Anatomy of an 18-Second Intake
Eighteen seconds. That's the average time between a new lead notification appearing in Slack and a fully created case in Filevine — conflict-checked, attorney-assigned, welcome email queued. Here's exactly what happens in those 18 seconds, including the parts that make it hard.
Second 0-1: Detection
A new lead notification arrives. It could come from your website form, LeadDocket, an email, a referral partner's system, or a call center feed. The intake specialist monitors all of these simultaneously.
The first task: identify what kind of notification this is and extract the structured data. A web form is easy — the fields are labeled. An email from a referral partner requires parsing unstructured text. A call center feed might be a CSV or an API payload. The agent handles all formats.
Second 1-3: Conflict check
Before anything else, the agent checks this lead against your existing client and adverse party database. This is the step that manual intake most often skips or does superficially.

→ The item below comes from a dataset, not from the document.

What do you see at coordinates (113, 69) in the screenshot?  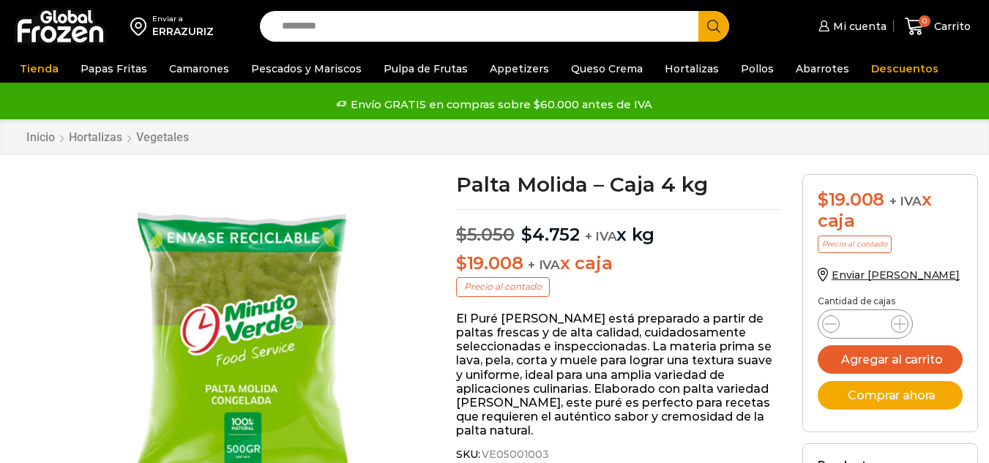 I see `a: Papas Fritas` at bounding box center [113, 69].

The check runs against full names, partial matches, aliases, and associated parties. For common names — Martinez, Johnson, Smith — the agent also checks date of birth, address, and case type to disambiguate.
If there's a clear conflict: the intake is halted, the lead is flagged, and the assigned attorney is notified in #intake-review. If there's an ambiguous match: same process, but with the specific match details so the attorney can make the call. If clear: proceed.

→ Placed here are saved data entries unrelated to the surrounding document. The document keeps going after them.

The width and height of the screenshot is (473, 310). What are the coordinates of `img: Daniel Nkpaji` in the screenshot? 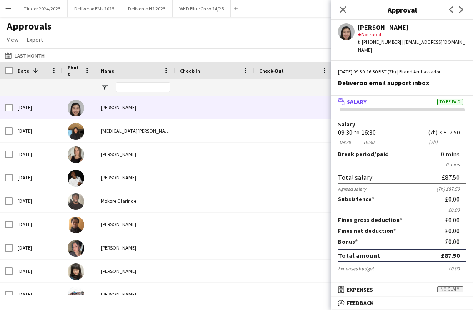 It's located at (76, 178).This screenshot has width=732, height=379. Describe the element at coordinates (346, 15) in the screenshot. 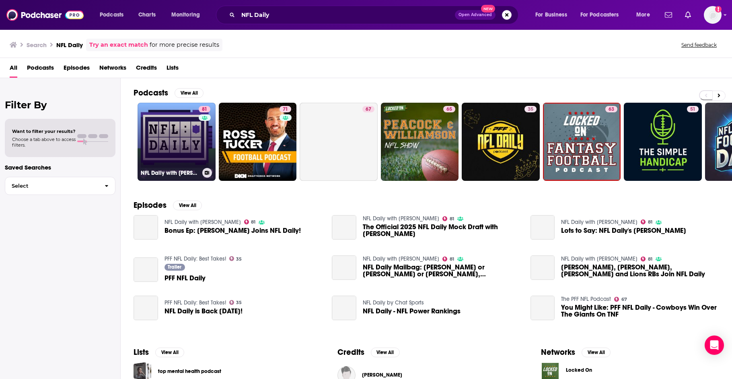

I see `input: Search podcasts, credits, & more...` at that location.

Second 3-12: Case creation
The agent logs into your CMS — Filevine, Clio, MyCase, or whatever you use — and creates a new case. Every intake field is mapped to the correct CMS field based on your firm's specific configuration.

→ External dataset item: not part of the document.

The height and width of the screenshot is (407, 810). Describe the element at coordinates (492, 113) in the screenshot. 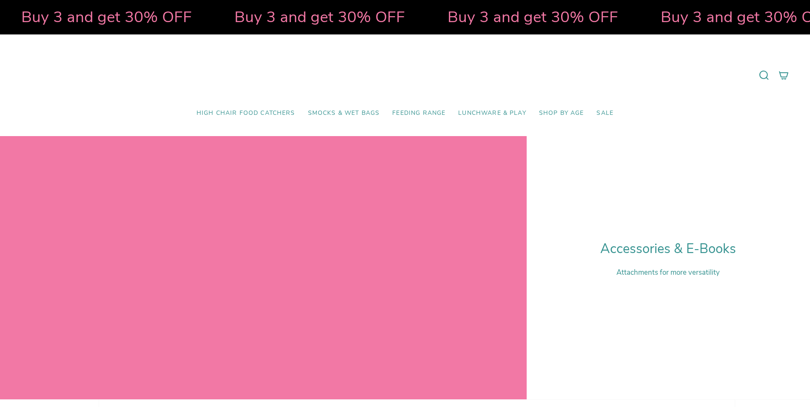

I see `span: Lunchware & Play` at that location.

This is where most DIY automation breaks down. CMS field mapping isn't generic — your Filevine instance has custom fields, custom sections, custom dropdown values. The agent's skill is configured with YOUR field map, not a generic template.
The case gets a number, a status (New), a case type, and an assigned attorney based on your rotation or specialty rules. If your firm uses practice areas or teams, the routing logic is built into the skill.
Second 12-16: Notifications and email
A summary is posted to #intake-alerts: who the lead is, case type, source, assigned attorney, conflict check result, and the new case number with a direct link to the CMS record.
Simultaneously, a personalized welcome email is queued to the lead. The email template is yours — your firm name, your branding, your language. The agent fills in the specifics: the lead's name, their case type, and what to expect next.
Second 16-18: Logging and confirmation
The agent logs every action it took: timestamp, source system, action type, result, and any flags. This audit trail is what makes the weekly ROI report possible — and what makes governance reviewable.
A confirmation message appears in Slack: '✓ Processed: Martinez, J. — MVA. Case #2024-1847. Assigned: Sarah Chen. No conflicts. Welcome email queued. Time: 18 seconds.'
Your paralegal's Monday morning just started with zero inbox triage and 12 cases already created.
Want to see this in action at your firm?